If the government wants to regulate AI, either Congress needs to pass a law, or the Executive needs to furnish a reasonable explanation for their actions. We do not live in a fascist country. There is separation between the government and private industry. The government does not have the power to arbitrarily regulate private enterprise. I am truly baffled by the inability for people to see this as it is -- a blatant, and foolish, attempt at posturing and political intimidation. It's part of a clear pattern of behavior by this administration, and should be interpreted as such.
> A CEO's blog post is not an official company statement or any sort of binding agreement.
Uh, then what is it? We should not take the words of the leader of the company published on the company's website to be the official stance of the company??
I'm with you. If Dario posts in his blog about regulation of AI, I absolutely assume that is anthropic's position.
I don't know, maybe a published press release? A signed document? I'm not saying that Dario's words are meaningless, but it is simply not true that a CEO's public speech constituents a binding agreement.
It's not an agreement but it is indicative of the company's position. Why do you go to such lengths to avoid assigning responsibility to a large corporation?

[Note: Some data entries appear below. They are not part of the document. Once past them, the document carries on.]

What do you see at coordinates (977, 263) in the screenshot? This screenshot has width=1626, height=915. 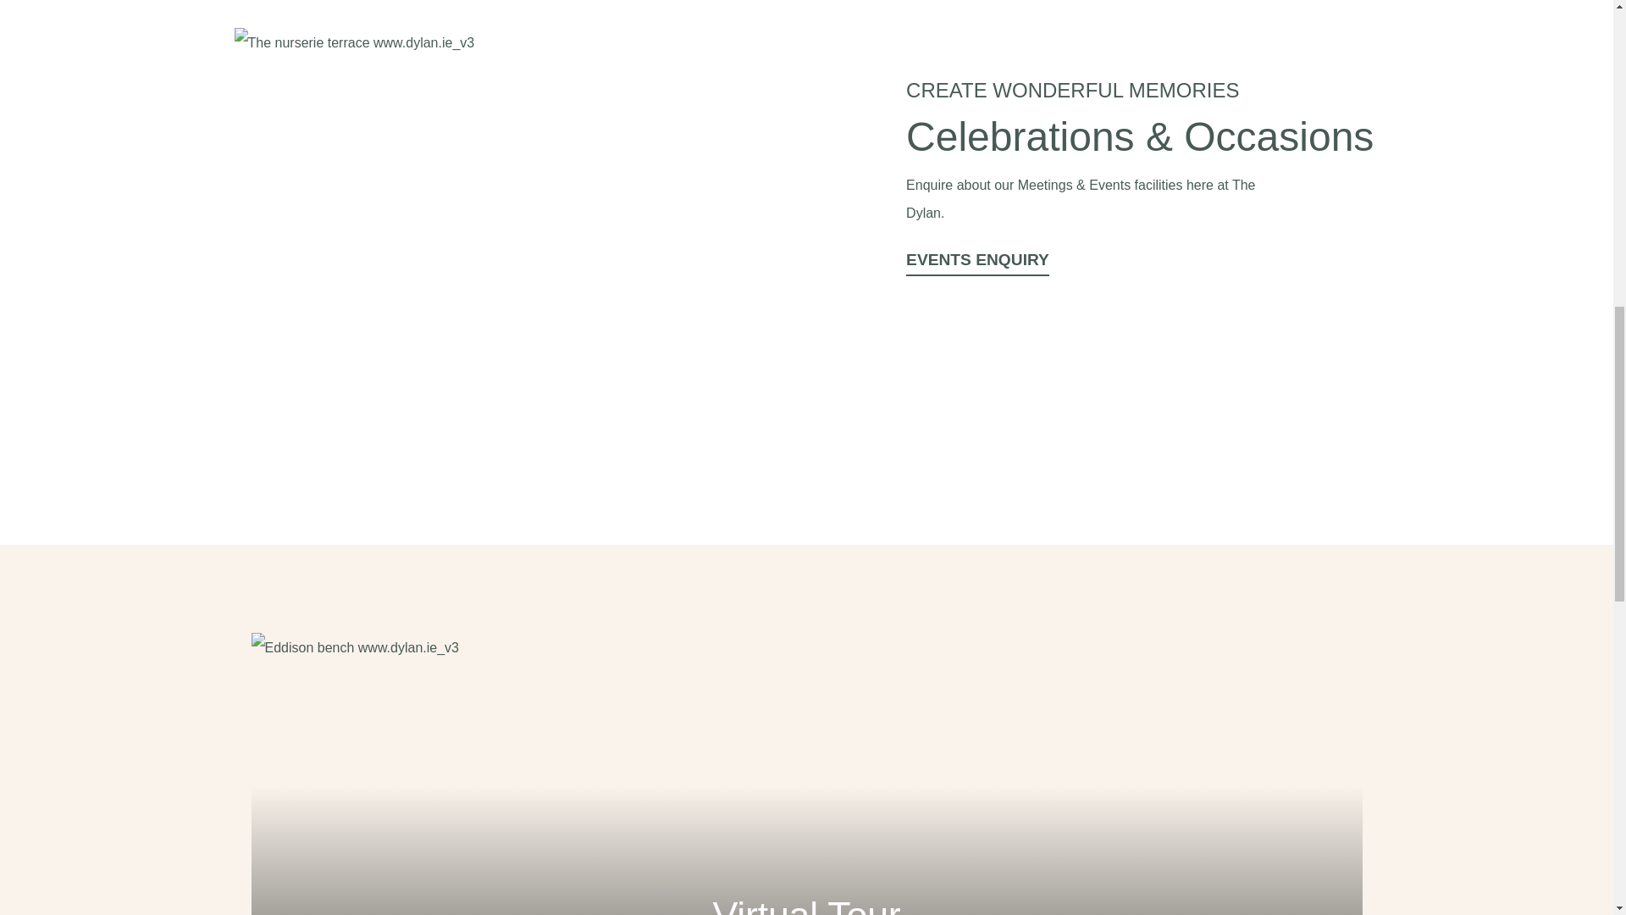 I see `EVENTS ENQUIRY` at bounding box center [977, 263].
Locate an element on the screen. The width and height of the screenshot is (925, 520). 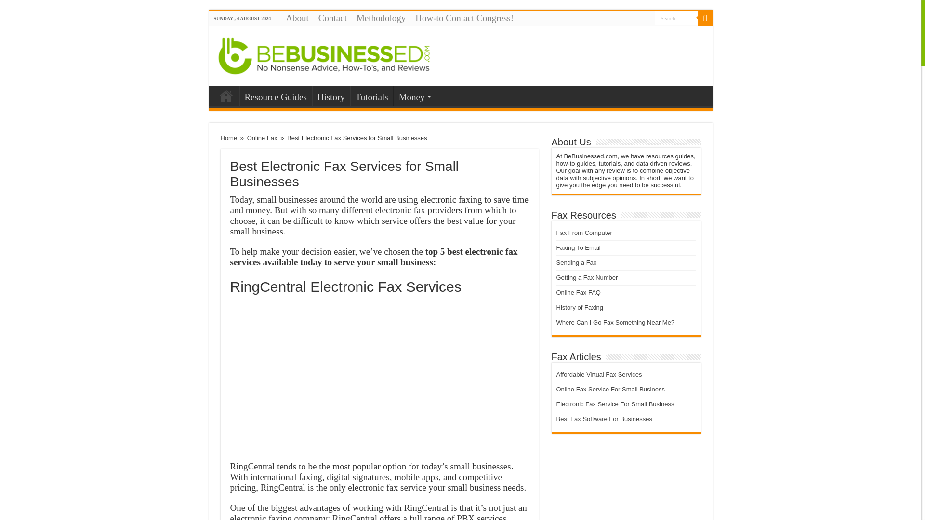
Search is located at coordinates (675, 17).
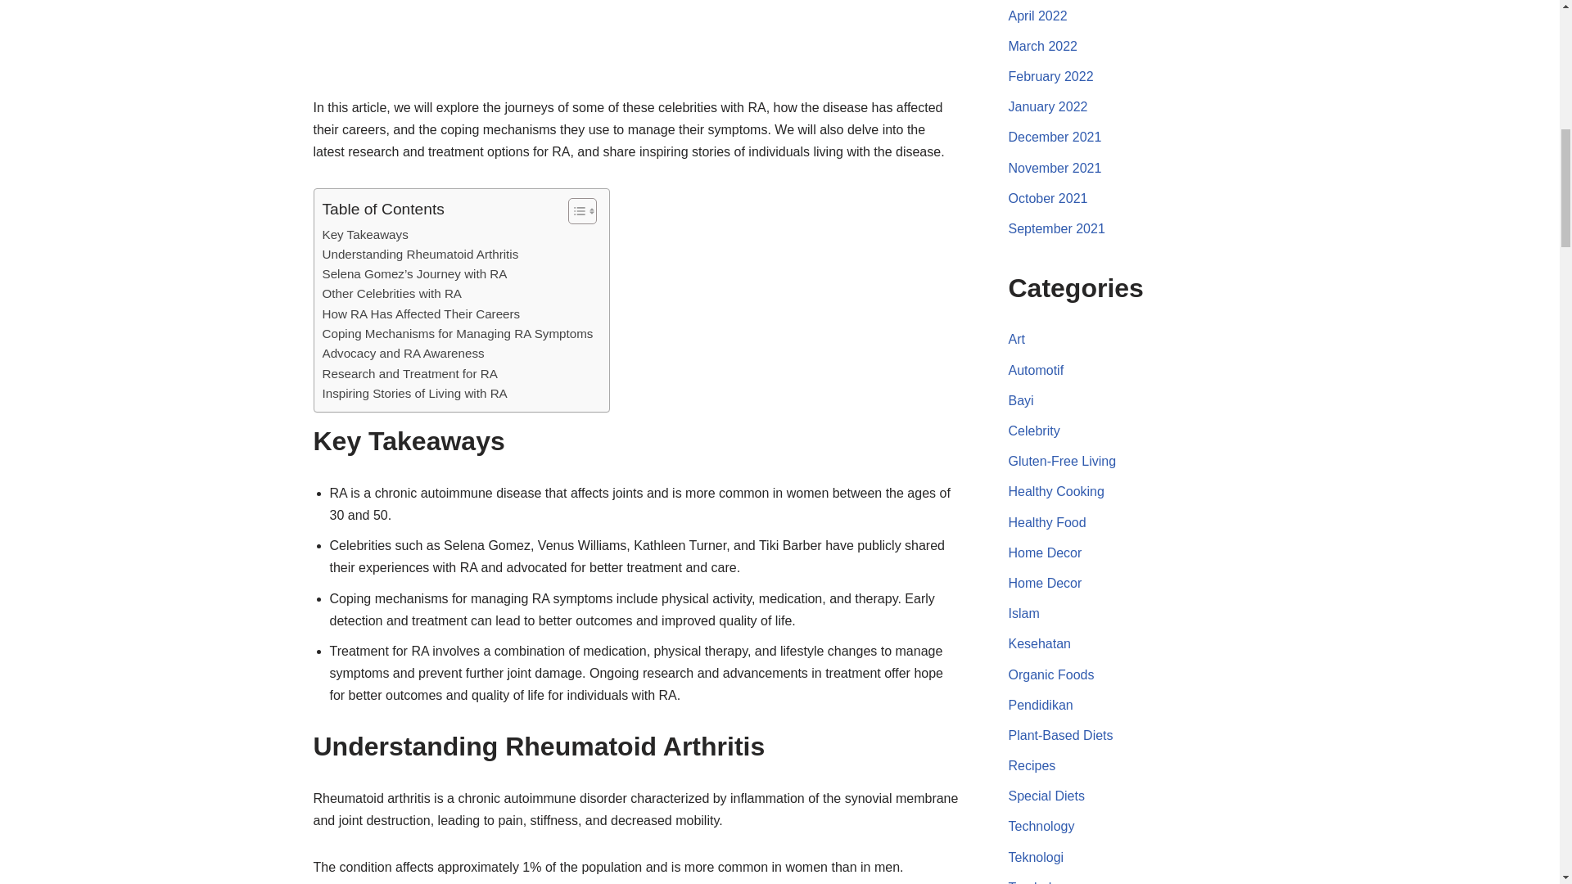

> It clearly politically motivated, and clearly arbitrary
Arbitrary, yes. Politically motivated? I think you are giving the administration way too much credit.
I think what this is are simply incompetent people with too much influence. I mean, Scott Bessent and Howard Lutnick? What the heck do they understand about this technology?
https://www.politico.com/news/2026/06/13/inside-the-whirlwin...
They probably do understand that they are more chummy with xAI.
This was an opportunistic hit job by Amazon. After the SpaceX IPO, Amazon realized there was a good chance Anthropic's post-IPO market cap would exceed Amazon's. No doubt they are maneuvering behind the scenes for regulations that the big cloud vendors be the only authorized operators of LLMs for national security reasons.
Amazon owns 15-20% of Anthropic.
They don't have a seat on the board. They're smart enough to understand the threat to their business posed by frontier models they don't control.
The next % stake will be acquired at a discount, it seems.
Anthropic had countless ways to fight this and they chose to cave.
The government can't apply export controls based on a control that does not exist. Creating one for model inference, if at all possible, would take 3-6 months at a minimum and it even includes a public comment process. That control is not cited anywhere because it does not exist.
The president can invoke emergency powers but that requires pointing to a specific foreign threat, notifying congress formally, posting on the national register, and it only lasts six months unless congress votes to renew it.
Given how easy it would have been for them to fight this, we can only conclude this was either outright designed or incredibly convenient for Anthropic.
Given their stated goal of pulling Fable by June 22nd, it seems likely they underestimated the amount of compute they would need or, even if they had perfectly estimated it, pivoting so that "the government shut it down because it's so powerful" on June 12nd is a better story than "we shut it down because we lack the compute" on the 22nd. This is especially true because the net new revenue from Fable is just from new signups between the two dates, which is likely smaller each day elapsed since the launch.